You know, sometimes I think I can just automatically add a "oh yeah - make sure you go get your latest Adobe fixes" to each week's Smorgasbord post ...

--------------------------------

Big set of fixes from Mozilla, for a bunch (7) of problems. This isn't just Firefox, but is Thunderbird and Seamonkey as well. When these apps say there are security updates available and ask if you want them, make sure to say yes.

And let me just say for the 400th time that Mozilla has an outstanding security update process. Mostly transparent and painless, which means people use it. Internet Explorer 8 needs to adopt this.

--------------------------------

Did you know that the Mozilla team has a security blog?

--------------------------------

SCOTUS to hear texting privacy case:
The U.S. Supreme Court has agreed to review a federal appeals court ruling involving the privacy of personal text messages sent and received by a member of the Ontario, Calif., police department on his official pager.

Last June, the U.S. Court of Appeals for the Ninth Circuit ruled that Ontario police Sgt. Jeff Quon had a reasonable expectation of privacy in personal text messages transmitted on his SWAT pager in the absence of an official policy regarding pager use.
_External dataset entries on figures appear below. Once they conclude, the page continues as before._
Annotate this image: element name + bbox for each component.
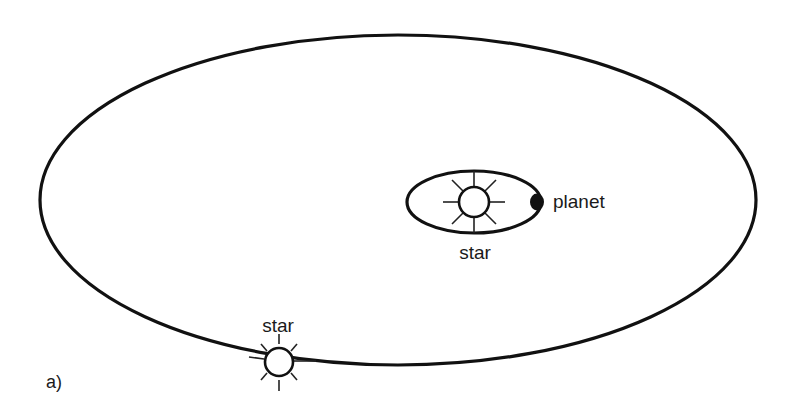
planet-label: planet — [553, 191, 605, 212]
panel-label: a) — [46, 372, 62, 392]
outer-orbit-ellipse — [40, 35, 756, 365]
binary-star-planet-orbit-diagram: planet star star a) — [0, 0, 796, 418]
orbiting-star-label: star — [262, 315, 294, 336]
orbiting-star-icon — [249, 334, 316, 391]
central-star-icon — [443, 171, 505, 233]
planet-dot-icon — [530, 194, 544, 211]
central-star-label: star — [459, 242, 491, 263]
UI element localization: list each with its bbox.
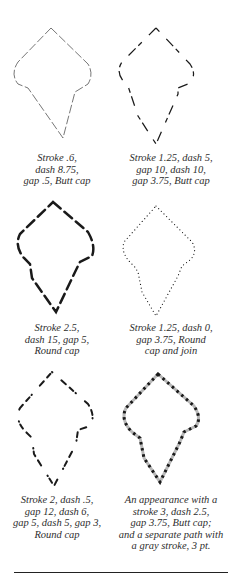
dashed-shape-1 [10, 24, 104, 144]
caption-3: Stroke 2.5, dash 15, gap 5, Round cap [0, 322, 114, 357]
caption-6: An appearance with a stroke 3, dash 2.5,… [114, 494, 228, 552]
example-cell-5: Stroke 2, dash .5, gap 12, dash 6, gap 5… [0, 360, 114, 572]
example-cell-4: Stroke 1.25, dash 0, gap 3.75, Round cap… [114, 190, 228, 360]
gray-underlay-dashed-shape-6 [116, 368, 210, 492]
dashed-shape-3 [10, 198, 104, 320]
dashed-shape-2 [114, 24, 208, 149]
caption-5: Stroke 2, dash .5, gap 12, dash 6, gap 5… [0, 494, 114, 540]
caption-2: Stroke 1.25, dash 5, gap 10, dash 10, ga… [114, 152, 228, 187]
example-cell-6: An appearance with a stroke 3, dash 2.5,… [114, 360, 228, 572]
example-cell-3: Stroke 2.5, dash 15, gap 5, Round cap [0, 190, 114, 360]
dotted-shape-4 [116, 202, 210, 322]
caption-1: Stroke .6, dash 8.75, gap .5, Butt cap [0, 152, 114, 187]
bottom-rule-divider [14, 572, 228, 573]
dashed-shape-5 [8, 368, 102, 492]
example-cell-2: Stroke 1.25, dash 5, gap 10, dash 10, ga… [114, 0, 228, 190]
example-cell-1: Stroke .6, dash 8.75, gap .5, Butt cap [0, 0, 114, 190]
caption-4: Stroke 1.25, dash 0, gap 3.75, Round cap… [114, 322, 228, 357]
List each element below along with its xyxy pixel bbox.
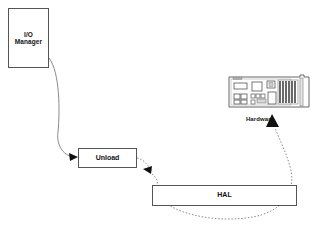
node-hal-label: HAL (217, 191, 231, 199)
node-unload-label: Unload (96, 154, 120, 162)
arrowhead-into-unload (69, 153, 78, 161)
node-io-manager-label-line2: Manager (15, 38, 42, 45)
node-unload[interactable]: Unload (78, 148, 137, 168)
node-io-manager[interactable]: I/O Manager (8, 8, 49, 68)
connector-unload-to-hal (137, 158, 157, 185)
arrowhead-into-hal (143, 166, 152, 174)
node-hal[interactable]: HAL (152, 185, 297, 206)
node-io-manager-text: I/O Manager (15, 31, 42, 46)
diagram-canvas: I/O Manager Unload HAL (0, 0, 312, 231)
hardware-label: Hardware (232, 116, 288, 122)
connector-io-manager-to-unload (49, 58, 78, 161)
node-io-manager-label-line1: I/O (15, 31, 42, 38)
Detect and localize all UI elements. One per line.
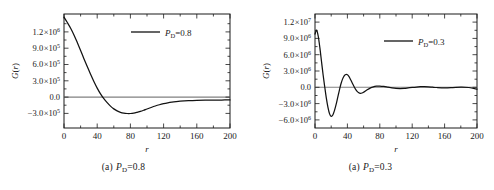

Sun's Scott McNeally said it, ten years ago. You got no privacy. Get over it.

You should assume no privacy until proven otherwise. Of course, I would say that, having been trained to be paranoid by the Finest Minds in the Free World.

I would say, though, that the Police in particular should assume no privacy when using taxpayer funded equipment.

-----------------------------------------

Online Banking pretty much unsecurable:
Trojan-based, man-in-the-browser attacks are circumventing strong two-factor authentication and proving that any authentication method that relies on browser communications can be defeated. This includes chip cards and biometric technologies.
One of the classic sayings in computer security is that "SSL encryption [authentication in this case] is like using an armored car to deliver money from a park bench to a cardboard box under the overpass." There's big, big money in online financial fraud, which means that the Bad Guys are better funded than the Good Guys.

There's a very good report on this (short, not too techy, on-point) from Finjan.

Quite frankly, I simply don't see online banking as being securable, at least from a Windows computer (or a mobile phone).